Wednesday, December 17, 2008

Hold that thought

On the morning of my late maternal grandfather's funeral, when I and others came back from the cemetery and were allowed into his room to select a single keepsake apiece, I quietly plucked his reprint of Thwaites and Kellogg's 1905 Dunmore's War from his book shelf to take home; 15 years earlier, he had gently intimated that he would donate it to the public library instead, by way of expressing disapproval of my youthful personal life. Tonight, at my son's request, I ordered something for him for Christmas that I trust an apt descendant will take from his bookshelf on the morning of his passing, about 65 years from now, though with the donor's previous blessing: the Odes of Pindar. Fourteen years ago, at age five, Mark came home from kindergarten, face aglow, reciting "A-a-apple...buh-buh-ball," fascinated by phonics and the power it gave him to unlock texts for himself; within months, he looked over my shoulder, spotted the Norton Critical Anthology of Swift's writings on the bookshelf behind me, and triumphantly sounded out, "The Witches [Writings] of Joe-Nathan Swift!"

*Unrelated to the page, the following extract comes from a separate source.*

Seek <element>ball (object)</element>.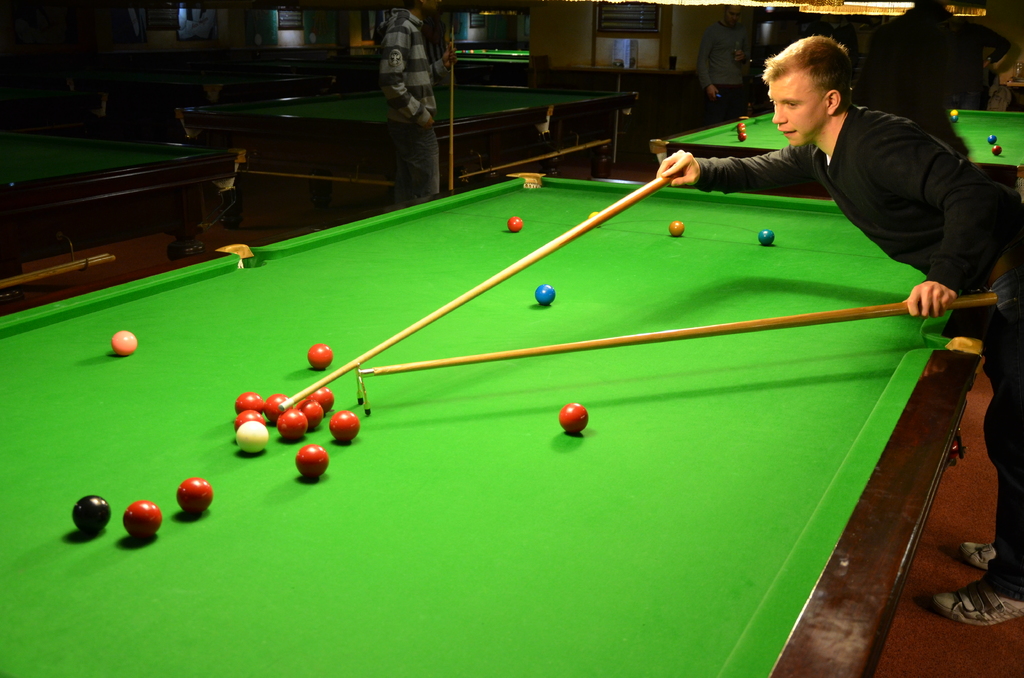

I like to discover personal inscriptions in old copies of books. My copy of Richard Halliburton's Royal Road to Romance, which I picked up in a street fair a few years ago for a dollar, is inscribed "Ada Norfleet Fuller, 1930"; Mrs. Fuller was a Memphis socialite of the early 20th century. More surprising was the inscription in a copy of the 1834 novel Alice Paulet, which I have been reading online: about a quarter of the way through the book, some 19th-century reader warns us, in antique penmanship:

Kind reader if you have endured this book to this point, do not proceed further for it grows no better.

Actually, that reader picked an odd place to break off; his or her warning comes immediately after a country clergyman is murdered and before a duel and a suicide; in any case, I'm about halfway through it, so I think I'll continue.

© Michael Huggins, 2008. All rights reserved.

2 comments:

Anonymous said...

Found your site by doing some family research. I am the great grandson of Ada Norfleet Fuller. I have recently been going through a ton of her stuff after assisting my grandparents in their move to Florida. If you want any more of her books (tongue in cheek), let me know, and I'll see what I can do.

Michael Huggins said...

Thanks! I was very sorry when her wonderful old house on Central Ave. was demolished some years ago.